The proclamation of the republic in Germany took place in Berlin twice on 9 November 1918, the first at the Reichstag building by Philipp Scheidemann of the Majority Social Democratic Party of Germany (MSPD) and the second a few hours later by Karl Liebknecht, the leader of the Marxist Spartacus League, at the Berlin Palace.

In the German Revolution of 1918–1919, during which Social Democrats and Spartacists were among the groups that fought to determine the country's future form of government, it was the MSPD and the ideas of the bourgeois-democratic parties that prevailed over the Spartacists and their more radical idea of a soviet-style republic. The German Empire was transformed from a monarchy into a parliamentary-democratic republic with a liberal constitution. Scheidemann's speech marked the point at which the Empire could be said to have ended and the Weimar Republic, the first republic to include the entire German nation-state,[1] to have been born.

Aftermath[edit]

The MSPD leadership initially succeeded in persuading the USPD to join them in an interim government, the Council of the People's Deputies. The three USPD members resigned from the council on 29 December 1918 due to disagreements with the MSPD and were replaced by two additional MSPD members. January 1919 saw the Spartacist uprising, in the course of which the MSPD leadership deployed right-wing Freikorps troops against the left-wing revolutionaries. On 19 January, elections were held for the Weimar National Assembly. It drafted the Weimar Constitution which came into force on 11 August 1919. Article 1 begins with the sentence, "The German Reich is a republic". Despite both the strong desire among many Germans to restore the monarchy and the failure in 1933 of the Weimar Republic, there were never any serious efforts to return to an imperial form of government.

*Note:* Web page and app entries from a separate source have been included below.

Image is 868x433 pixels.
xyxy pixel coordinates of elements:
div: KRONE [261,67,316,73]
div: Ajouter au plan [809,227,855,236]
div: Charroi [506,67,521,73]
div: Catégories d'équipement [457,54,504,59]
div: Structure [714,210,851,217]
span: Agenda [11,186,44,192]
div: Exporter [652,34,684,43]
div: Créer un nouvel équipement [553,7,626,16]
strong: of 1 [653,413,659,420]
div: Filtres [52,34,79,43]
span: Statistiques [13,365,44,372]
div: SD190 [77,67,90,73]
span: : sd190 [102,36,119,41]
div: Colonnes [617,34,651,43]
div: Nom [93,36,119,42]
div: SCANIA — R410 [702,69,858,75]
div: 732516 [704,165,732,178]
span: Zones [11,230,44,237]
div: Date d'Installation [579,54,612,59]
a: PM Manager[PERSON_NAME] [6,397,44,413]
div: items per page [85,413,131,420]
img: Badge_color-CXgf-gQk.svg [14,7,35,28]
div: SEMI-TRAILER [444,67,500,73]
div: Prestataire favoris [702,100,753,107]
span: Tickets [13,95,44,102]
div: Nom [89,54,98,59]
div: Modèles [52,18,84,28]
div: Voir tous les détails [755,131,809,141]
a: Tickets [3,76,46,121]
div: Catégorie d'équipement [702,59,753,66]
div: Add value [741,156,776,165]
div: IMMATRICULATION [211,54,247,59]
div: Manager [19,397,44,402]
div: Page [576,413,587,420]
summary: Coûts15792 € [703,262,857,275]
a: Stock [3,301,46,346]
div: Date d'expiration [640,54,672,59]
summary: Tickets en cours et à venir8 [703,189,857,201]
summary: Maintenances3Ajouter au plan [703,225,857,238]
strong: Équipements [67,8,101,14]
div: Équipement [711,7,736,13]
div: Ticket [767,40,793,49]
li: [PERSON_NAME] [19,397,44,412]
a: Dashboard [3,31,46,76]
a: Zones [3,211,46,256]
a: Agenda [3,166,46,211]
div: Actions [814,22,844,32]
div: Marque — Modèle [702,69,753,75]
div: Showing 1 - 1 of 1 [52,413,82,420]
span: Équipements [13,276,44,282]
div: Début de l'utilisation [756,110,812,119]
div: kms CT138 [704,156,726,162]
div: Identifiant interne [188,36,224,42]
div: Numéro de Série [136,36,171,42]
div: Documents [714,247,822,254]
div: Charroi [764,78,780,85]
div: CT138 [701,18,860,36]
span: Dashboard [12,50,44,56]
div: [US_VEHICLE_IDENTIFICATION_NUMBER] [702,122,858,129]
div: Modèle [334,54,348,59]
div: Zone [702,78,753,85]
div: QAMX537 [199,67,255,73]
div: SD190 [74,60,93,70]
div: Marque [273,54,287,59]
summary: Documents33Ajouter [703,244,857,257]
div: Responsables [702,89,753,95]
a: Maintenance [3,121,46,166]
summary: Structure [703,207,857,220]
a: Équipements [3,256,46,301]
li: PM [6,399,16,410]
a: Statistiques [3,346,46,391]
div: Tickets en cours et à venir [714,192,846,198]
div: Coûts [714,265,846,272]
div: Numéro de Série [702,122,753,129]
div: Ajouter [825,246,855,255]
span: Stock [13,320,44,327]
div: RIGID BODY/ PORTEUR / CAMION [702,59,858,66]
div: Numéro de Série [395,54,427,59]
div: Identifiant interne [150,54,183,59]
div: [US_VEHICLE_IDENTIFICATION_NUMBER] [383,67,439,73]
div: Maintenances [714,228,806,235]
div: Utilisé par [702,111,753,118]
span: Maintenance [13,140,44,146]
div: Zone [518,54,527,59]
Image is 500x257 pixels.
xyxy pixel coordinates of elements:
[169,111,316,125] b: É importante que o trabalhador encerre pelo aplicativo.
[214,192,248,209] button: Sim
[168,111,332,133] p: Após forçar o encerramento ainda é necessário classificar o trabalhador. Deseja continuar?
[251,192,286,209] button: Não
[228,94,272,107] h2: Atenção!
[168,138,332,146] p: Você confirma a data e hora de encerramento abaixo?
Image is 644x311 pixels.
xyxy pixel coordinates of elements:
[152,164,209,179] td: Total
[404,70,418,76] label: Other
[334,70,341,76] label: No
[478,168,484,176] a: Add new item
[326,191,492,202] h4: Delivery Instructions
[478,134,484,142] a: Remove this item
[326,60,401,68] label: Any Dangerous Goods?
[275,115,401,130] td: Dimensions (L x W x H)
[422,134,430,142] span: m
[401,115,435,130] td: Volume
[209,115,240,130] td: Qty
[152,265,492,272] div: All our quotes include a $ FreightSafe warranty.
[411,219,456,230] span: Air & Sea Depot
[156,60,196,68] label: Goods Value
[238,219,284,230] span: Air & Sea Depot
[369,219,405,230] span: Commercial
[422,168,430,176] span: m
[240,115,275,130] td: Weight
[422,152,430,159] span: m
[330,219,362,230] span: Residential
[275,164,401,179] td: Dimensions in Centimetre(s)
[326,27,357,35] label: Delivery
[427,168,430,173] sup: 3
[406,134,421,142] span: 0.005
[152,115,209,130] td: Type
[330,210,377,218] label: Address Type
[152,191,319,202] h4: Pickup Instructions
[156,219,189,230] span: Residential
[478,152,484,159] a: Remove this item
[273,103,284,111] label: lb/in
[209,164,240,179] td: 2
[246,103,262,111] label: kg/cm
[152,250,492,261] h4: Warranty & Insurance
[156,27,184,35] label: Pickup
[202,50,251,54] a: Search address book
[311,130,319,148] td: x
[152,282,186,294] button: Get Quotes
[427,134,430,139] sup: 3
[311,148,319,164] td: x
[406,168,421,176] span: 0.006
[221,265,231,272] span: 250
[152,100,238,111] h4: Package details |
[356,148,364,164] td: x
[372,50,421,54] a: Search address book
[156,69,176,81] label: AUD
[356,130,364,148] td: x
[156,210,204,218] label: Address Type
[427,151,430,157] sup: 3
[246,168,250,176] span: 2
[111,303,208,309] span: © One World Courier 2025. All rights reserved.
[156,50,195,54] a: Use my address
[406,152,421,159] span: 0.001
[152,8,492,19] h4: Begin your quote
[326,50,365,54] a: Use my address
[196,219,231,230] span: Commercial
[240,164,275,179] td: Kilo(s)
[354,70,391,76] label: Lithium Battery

In the course of the Spartacist uprising, on 15 January 1919, Karl Liebknecht and Rosa Luxemburg were murdered, with Friedrich Ebert's approval, by members of the Guard Cavalry Rifle Division. Scheidemann became a hated figure in German nationalist and ethnic circles. An assassination attempt was made on him in 1922. After Adolf Hitler seized power in 1933, he fled into exile in Denmark. His name was on the first expatriation list of the Nazi regime on August 25, 1933.[21] Scheidemann died in Copenhagen in 1939.